The Earth and all her sciences were a big deal in 2014. Although this blog – the Mountain Mystery Blog – started in May 2014, it still caught some of the best stories of the year. In chronological order, here are links to some of this blogger’s favourites:
- May 2014. The discovery of the Santa Maria, the ship that Columbus led across the sea.
- June 2014. Oklahoma – America’s new earthquake hotspot. Fracking, oil, and all that shaking.
- July 2014. The demise of the Earth’s magnetic field. Are we all going to die? Or just get lost on the highway? The European Space Agency’s SWARM magnetosphere project shows a steep drop in the field.
- August 2014. Remembering the birthday anniversary of John Scopes gave us a chance to indulge in a retrospect of the Scopes’ Monkey Trial. So, whatever happened to John Scopes?
- August 2014. Exxon, Rosneft, and Vladimir Putin begin drilling the world’s most northerly oil well. Who says we can’t all just get along?
- August 2014. Dry, rising crust. Scripps reports that the drought in the US southwest is drying out the crust and – no longer weighted by water – it is rising.
- September 2014. Will Sunday be Armageddon Day? I predict that it won’t be, but it is rather surprising that a (potentially) killer asteroid just suddenly and unexpectedly dropped by.
- October 2014. A fast trip through the center of the Earth. This post was a little different – just a cool look at what would happen if we fell through the center of our planet.
- October 2014. The Nobel Prize in Geophysics. It doesn’t exist. Why are geophysics, geology, oceanography, geodesy, and all the other Earth sciences ignored by those folks in Sweden?
- October 2014. Pope Francis and the Magic Wand. This pope continues to surprise and impress. See what he said back in October.
- November 2014. In Russia’s Growing Pains we looked at Russia’s claim on the North Pole and what it means to the rest of us.
- November 2014. In recognition of mankind’s phenomenal footprint on our world, geologists are debating renaming our current Holocene geological epoch as the Anthropocene.
- November 2014. We kissed a comet. This post celebrates landing on a comet and looks at the way humans once feared and loathed those shiny harbingers of doom.
- November 2014. A review of the best movie of the year – Stephen Hawking and The Theory of Everything.
- December 2014. The greatest science quotes that were never said. And one you’ve never heard before today.
- December 2014. A Wonderful Life – What would life be like if Sir Isaac Newton (born on December 25th) had never been born?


__TO DO__:
Leave out the pictures and retype all the entries below exactly.

*** DATA FOR ANALYSIS

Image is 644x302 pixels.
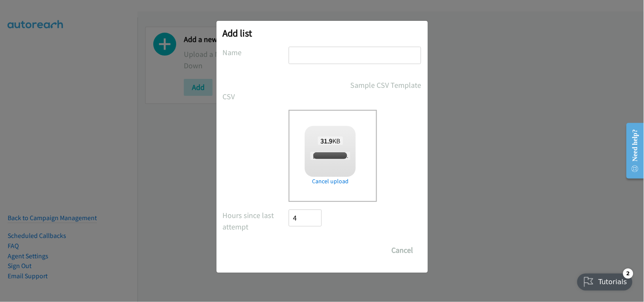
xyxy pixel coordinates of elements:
button: Cancel [384,242,421,259]
h2: Add list [223,27,421,39]
span: [PERSON_NAME] + Splunk FY26Q1 - OT Security Webinar - TAL - 4.9 & 2.10.csv [310,152,490,160]
label: Name [223,47,289,58]
iframe: Resource Center [620,117,644,185]
span: KB [318,137,343,145]
a: Sample CSV Template [350,79,421,91]
strong: 31.9 [320,137,332,145]
a: Cancel upload [305,177,356,186]
label: CSV [223,91,289,102]
label: Hours since last attempt [223,210,289,233]
iframe: Checklist [572,265,638,296]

******

__ANSWER FOR THIS EXERCISE__:
Image is 644x302 pixels.
xyxy pixel coordinates of elements:
button: Cancel [384,242,421,259]
h2: Add list [223,27,421,39]
span: [PERSON_NAME] + Splunk FY26Q1 - OT Security Webinar - TAL - 4.9 & 2.10.csv [310,152,490,160]
label: Name [223,47,289,58]
iframe: Resource Center [620,117,644,185]
span: KB [318,137,343,145]
a: Sample CSV Template [350,79,421,91]
strong: 31.9 [320,137,332,145]
a: Cancel upload [305,177,356,186]
label: CSV [223,91,289,102]
label: Hours since last attempt [223,210,289,233]
iframe: Checklist [572,265,638,296]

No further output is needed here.